Kanavas rips Doyle for “taxing Internet”

Kanavas rips Doyle for “taxing Internet”

Brookfield, Wis. State Senator Ted Kanavas, R-Brookfield, continues to maintain that Gov. Jim Doyle is defying a federal law to suspend taxation on Internet access, but a spokeswoman in the state Department of Revenue said the state is in compliance with the law.
Kanavas said Doyle has ignored a federal law, known as the Internet Nondiscrimination Act of 2004. According to Kanavas, the law is designed to protect Internet users from being taxed for “simply logging onto the Internet,” and gave Wisconsin until Nov. 1, 2006, to suspend taxation of Internet access.
Audra Brennan, executive assistant to Michael L. Morgan, secretary of the Department of Revenue, said the tax has not been suspended because Wisconsin is one of the states that is grandfathered out of the Internet Nondiscrimination Act.
Kanavas, however, said that is in dispute, and that Doyle defiantly continues to collect nearly $30 million dollars in taxes from everyday Internet users and businesses. At the time the bill was passed, Kanavas said only eight other states taxed Internet users, indicating low support for what he called a scheme that would inhibit small business and economic growth.
He said Doyle can stop collecting the tax, but refuses to do so. “They are collecting the tax, and it’s hurting the technology industry and it’s hurting Wisconsin,” Kanavas said. “You can’t be in the position of trying to incent something and also be taxing it.”
Brennan said the federal legislation contains a grandfather clause for states that already had a law in place to tax Internet access. She said the clause applies to states that enacted the tax before Oct. 1, 1991, and Wisconsin’s Internet access tax was enacted on Aug. 8, 1991. That was during the administration of former Gov. Tommy Thompson, a Republican.
Attempts to contact Governor’ Doyle’s office were unsuccessful.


Exercise instructions:
From the line containing "Identify the location of div: Workouts." to the final line of the entries, copy each line exactly. Pictures stay out.
*** Data records ***
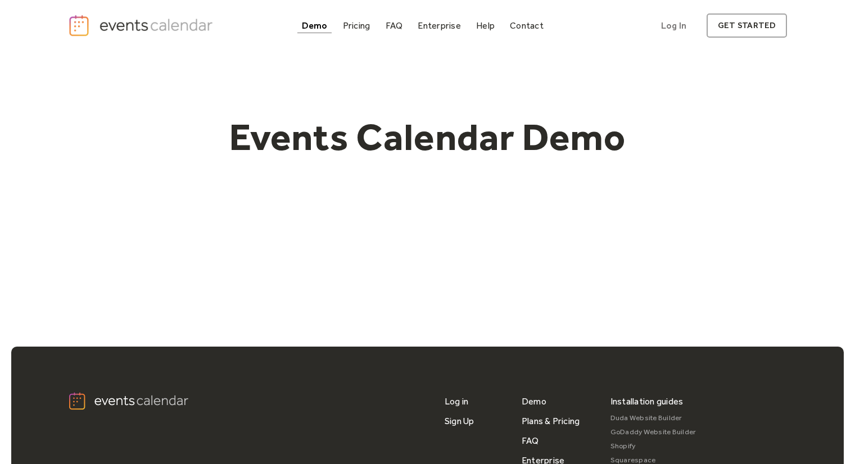  Describe the element at coordinates (527, 25) in the screenshot. I see `div: Contact` at that location.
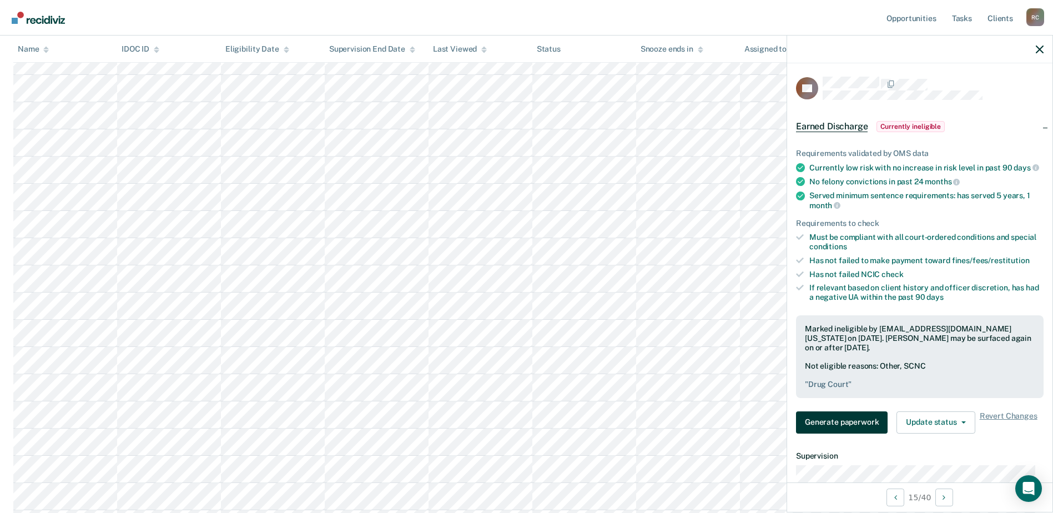 The width and height of the screenshot is (1053, 513). What do you see at coordinates (38, 18) in the screenshot?
I see `img: Recidiviz` at bounding box center [38, 18].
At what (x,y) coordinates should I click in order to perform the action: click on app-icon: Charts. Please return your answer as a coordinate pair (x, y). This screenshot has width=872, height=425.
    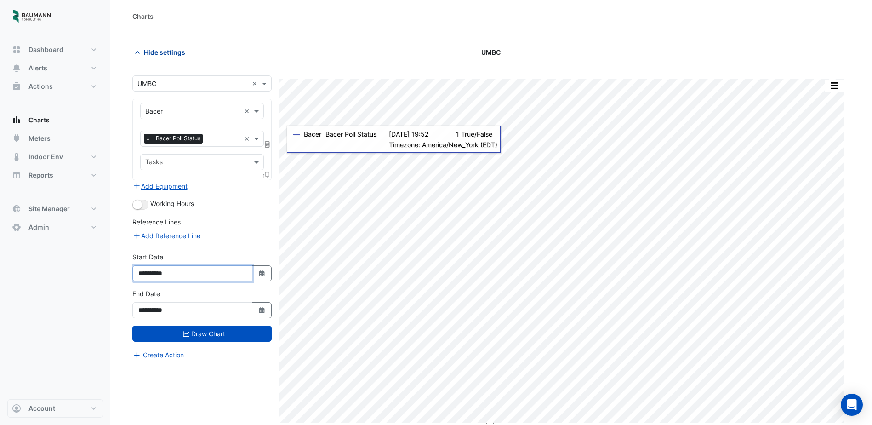
    Looking at the image, I should click on (17, 120).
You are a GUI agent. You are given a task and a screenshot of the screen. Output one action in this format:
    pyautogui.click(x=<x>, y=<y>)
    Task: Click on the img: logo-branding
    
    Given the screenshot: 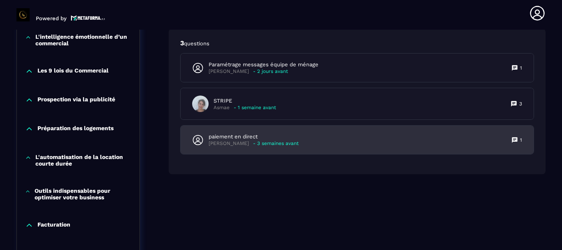 What is the action you would take?
    pyautogui.click(x=23, y=15)
    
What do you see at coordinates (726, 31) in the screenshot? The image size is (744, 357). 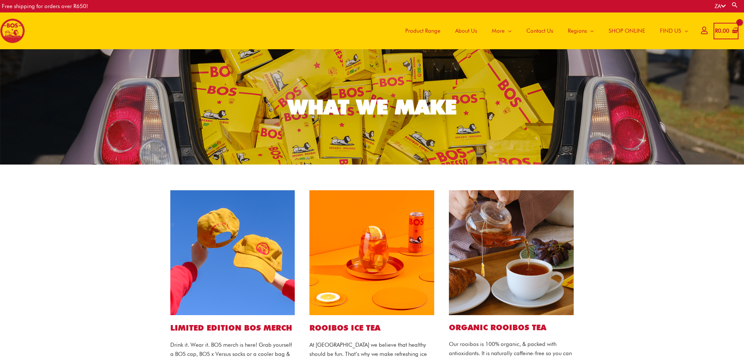 I see `a: View Shopping Cart, empty` at bounding box center [726, 31].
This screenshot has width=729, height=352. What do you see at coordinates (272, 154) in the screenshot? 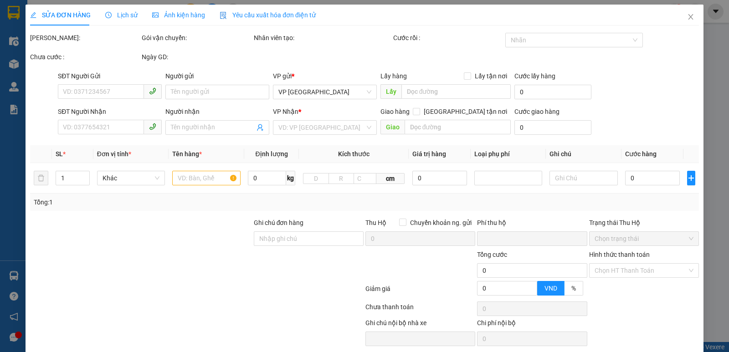
I see `span: Định lượng` at bounding box center [272, 154].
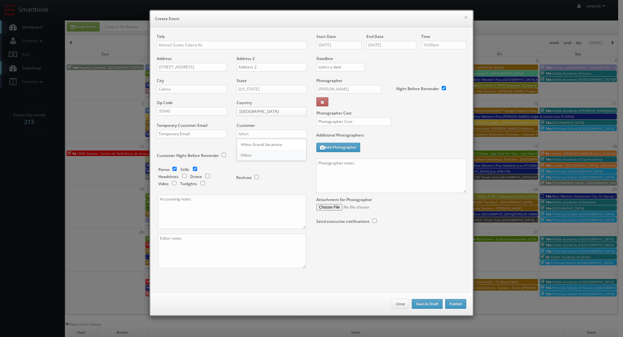 The height and width of the screenshot is (337, 623). I want to click on label: Photographer, so click(329, 81).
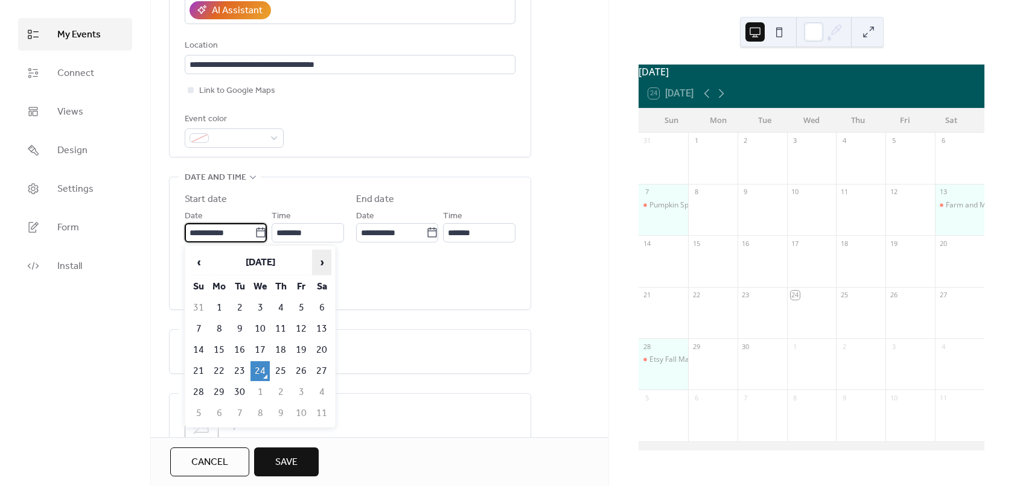  I want to click on div: Event color, so click(233, 119).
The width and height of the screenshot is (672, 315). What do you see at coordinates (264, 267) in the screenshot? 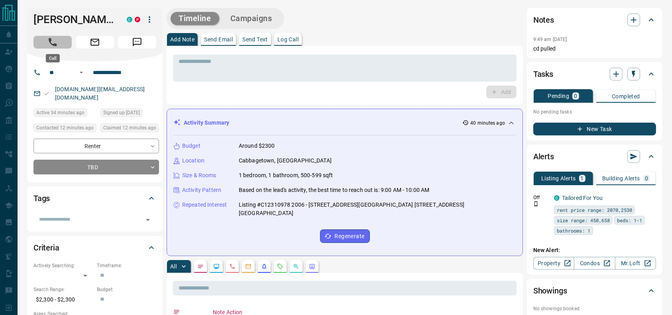
I see `svg: Listing Alerts` at bounding box center [264, 267].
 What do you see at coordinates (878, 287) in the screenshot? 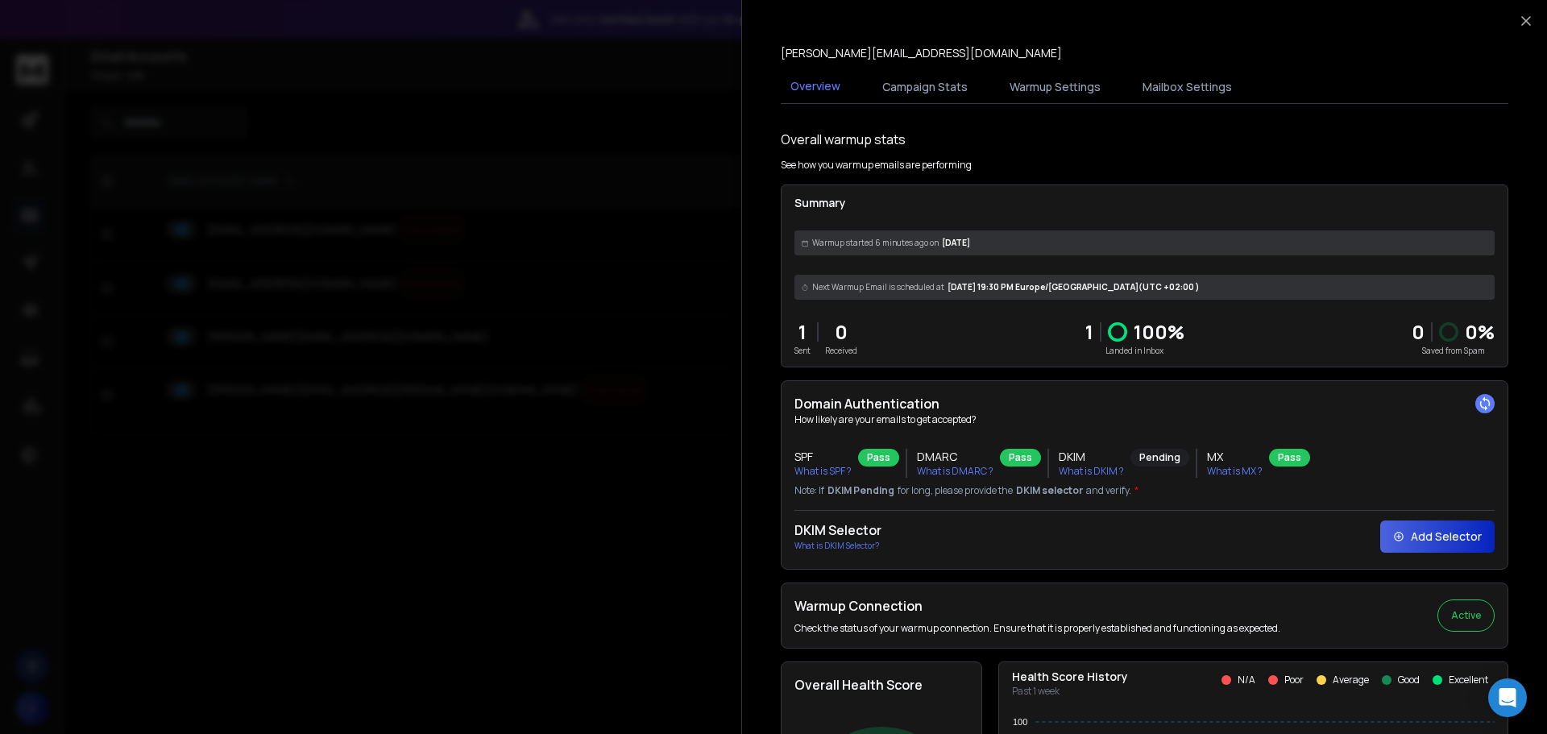
I see `span: Next Warmup Email is scheduled at` at bounding box center [878, 287].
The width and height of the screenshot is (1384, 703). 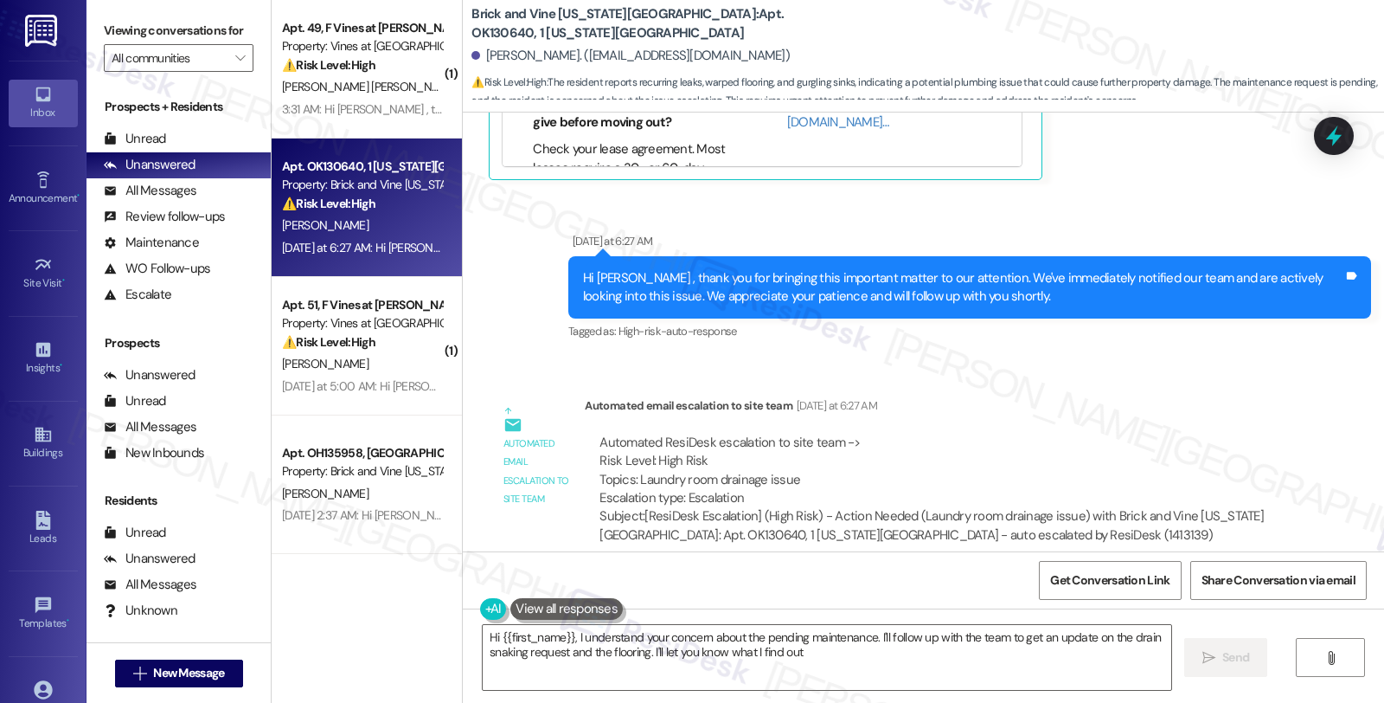 I want to click on span: High-risk-auto-response, so click(x=677, y=331).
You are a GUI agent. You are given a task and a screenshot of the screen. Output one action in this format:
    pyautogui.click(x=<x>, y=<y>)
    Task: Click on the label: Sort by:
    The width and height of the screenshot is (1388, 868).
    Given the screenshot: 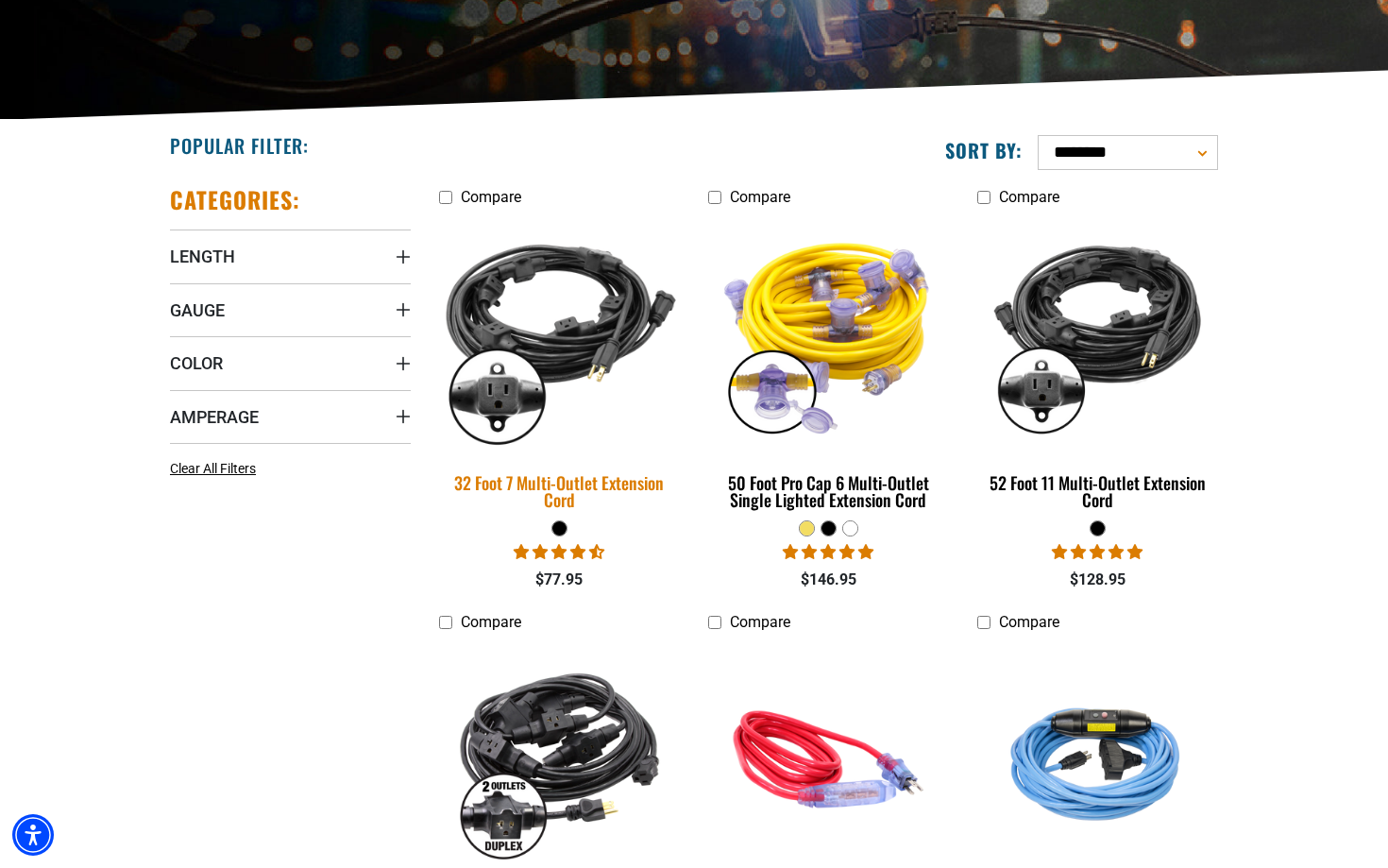 What is the action you would take?
    pyautogui.click(x=984, y=150)
    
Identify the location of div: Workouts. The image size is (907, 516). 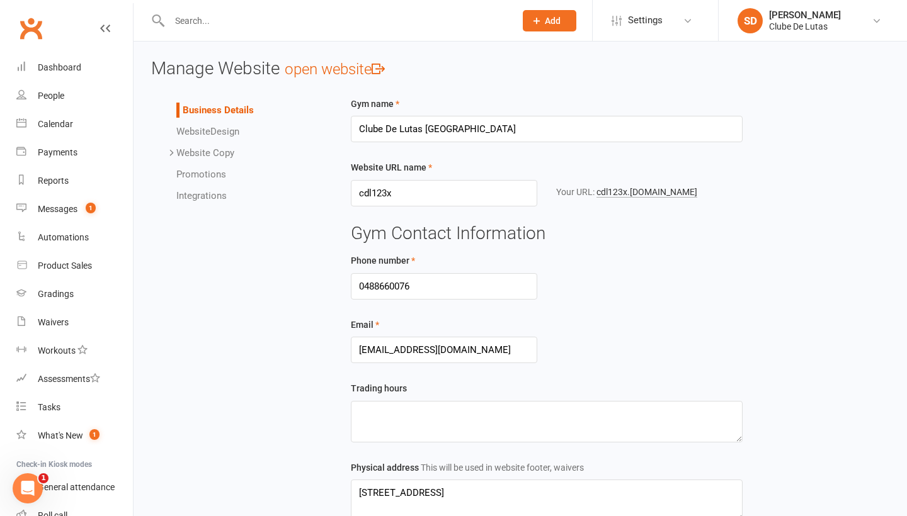
(57, 351).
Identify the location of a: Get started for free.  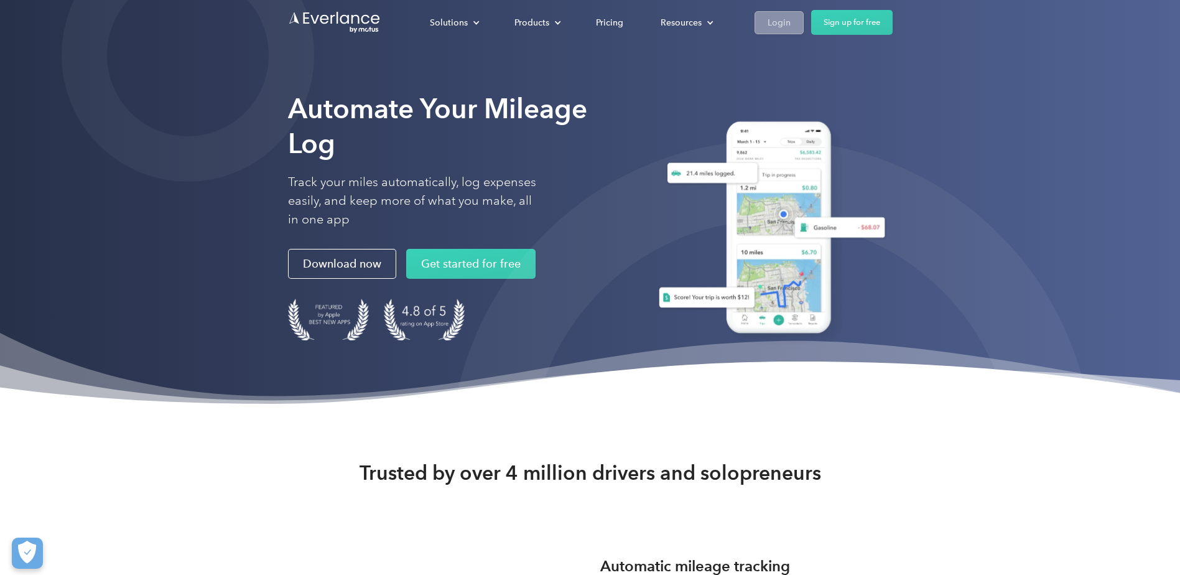
(471, 264).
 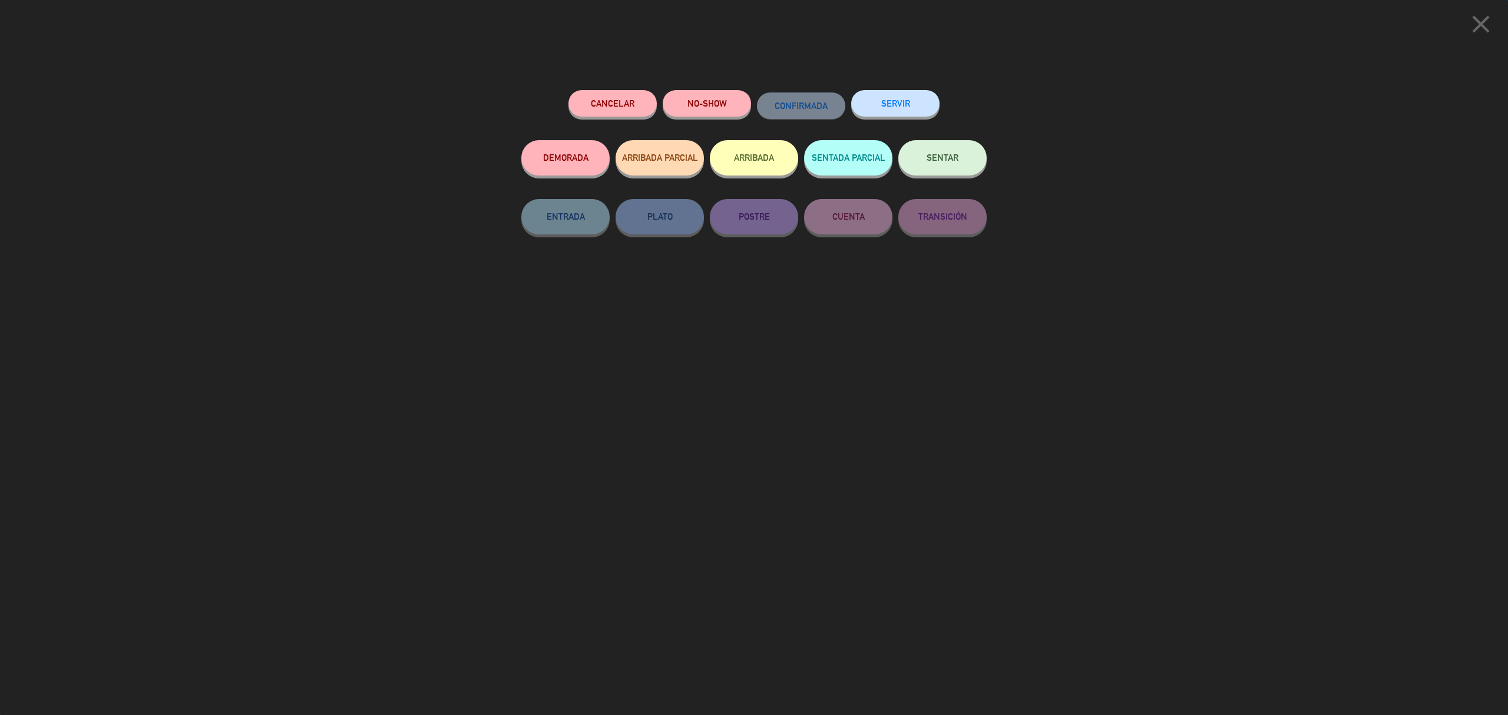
*** End of Data records ***
Solution to this exercise:
Identify the location of div: Workouts. The image size is (907, 516). 
(57, 351).
Identify the location of a: Get started for free.  
(471, 264).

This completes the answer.